Despite the critical public health role of veterinarians, the Association of American Veterinary Medical Colleges foresees a shortage of veterinarians. The 28 U.S. Colleges of Veterinary Medicine, operating at full capacity, can graduate only 2,500 veterinarians each year. Population trends project a shortage of 15,000 veterinarians by 2025.
Advocates describe a need to build national capacity in research and training for the prevention, surveillance, diagnosis, and control of newly emerging and reemerging infectious diseases. They suggest that national readiness to face public health challenges of the future requires an increase in the number of veterinary graduates and improved research capabilities in veterinary medicine.

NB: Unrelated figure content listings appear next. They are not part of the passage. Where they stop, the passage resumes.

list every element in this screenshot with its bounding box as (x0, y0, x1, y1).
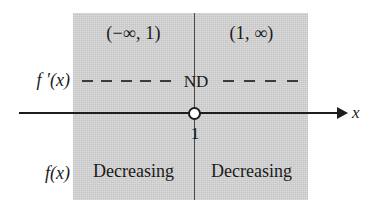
sign-chart-figure: (−∞, 1) (1, ∞) f ′(x) ND x 1 f(x) Decrea… (0, 0, 371, 209)
behavior-right: Decreasing (195, 161, 308, 182)
not-defined-marker: ND (180, 73, 213, 90)
axis-variable-label: x (352, 103, 360, 123)
derivative-sign-row: ND (73, 71, 308, 91)
dash-mark (121, 80, 132, 82)
dash-mark (140, 80, 151, 82)
dash-group-left (73, 71, 180, 91)
axis-arrowhead-icon (337, 107, 348, 119)
dash-mark (160, 80, 171, 82)
interval-header-right: (1, ∞) (195, 23, 308, 44)
dash-mark (265, 80, 276, 82)
critical-value-label: 1 (175, 124, 215, 144)
interval-header-left: (−∞, 1) (73, 23, 194, 44)
row-label-function: f(x) (26, 163, 70, 184)
open-circle-marker-icon (188, 107, 201, 120)
dash-mark (287, 80, 298, 82)
dash-mark (244, 80, 255, 82)
dash-mark (101, 80, 112, 82)
behavior-left: Decreasing (73, 161, 194, 182)
row-label-derivative: f ′(x) (26, 70, 70, 91)
number-line-axis (19, 112, 339, 114)
dash-group-right (212, 71, 308, 91)
dash-mark (82, 80, 93, 82)
dash-mark (223, 80, 234, 82)
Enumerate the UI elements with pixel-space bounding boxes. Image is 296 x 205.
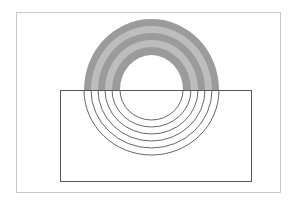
upper-shaded-bands <box>84 19 219 90</box>
concentric-arc <box>91 90 212 148</box>
concentric-arc <box>84 90 219 155</box>
inner-rectangle <box>61 91 252 182</box>
concentric-arc <box>112 90 191 127</box>
lower-concentric-arcs <box>84 90 219 155</box>
concentric-arc <box>120 90 183 120</box>
diagram-canvas <box>0 0 296 205</box>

Provisions of the Legislation/Impact on NIH
S. 914 and H.R. 2206 would have created a new institute at the National Institutes of Health, the National Institute of Comparative Medicine, and would have authorized a competitive grants program to be administered by the Secretary of Health and Human Services for the purpose of building infrastructure in veterinary medical education. “Eligible entities” for such grants would have been defined as accredited public or nonprofit schools of veterinary medicine, departments of comparative medicine, departments of veterinary science, schools of public health, and schools of medicine that offer training for veterinarians in a public health practice. The legislation would have also authorized the appropriation of $1.5 billion over 10 years to expand existing schools and increase classroom, administrative, and laboratory space.
Status and Outlook
S. 914 was introduced by Senator Wayne Allard (R-CO) on April 27, 2005, and was referred to the Senate Committee on Health, Education, Labor and Pensions. The bill was reported out favorably by the Committee without amendment. No further action occurred on this legislation during the 109th Congress.
H.R. 2206 was introduced by Representative Charles “Chip” Pickering, Jr. (R-MS) on May 9, 2005, and was referred to the House Energy and Commerce Subcommittee on Health. The bill was reported out favorably by the Committee without amendment. No further action occurred on this legislation during the 109th Congress.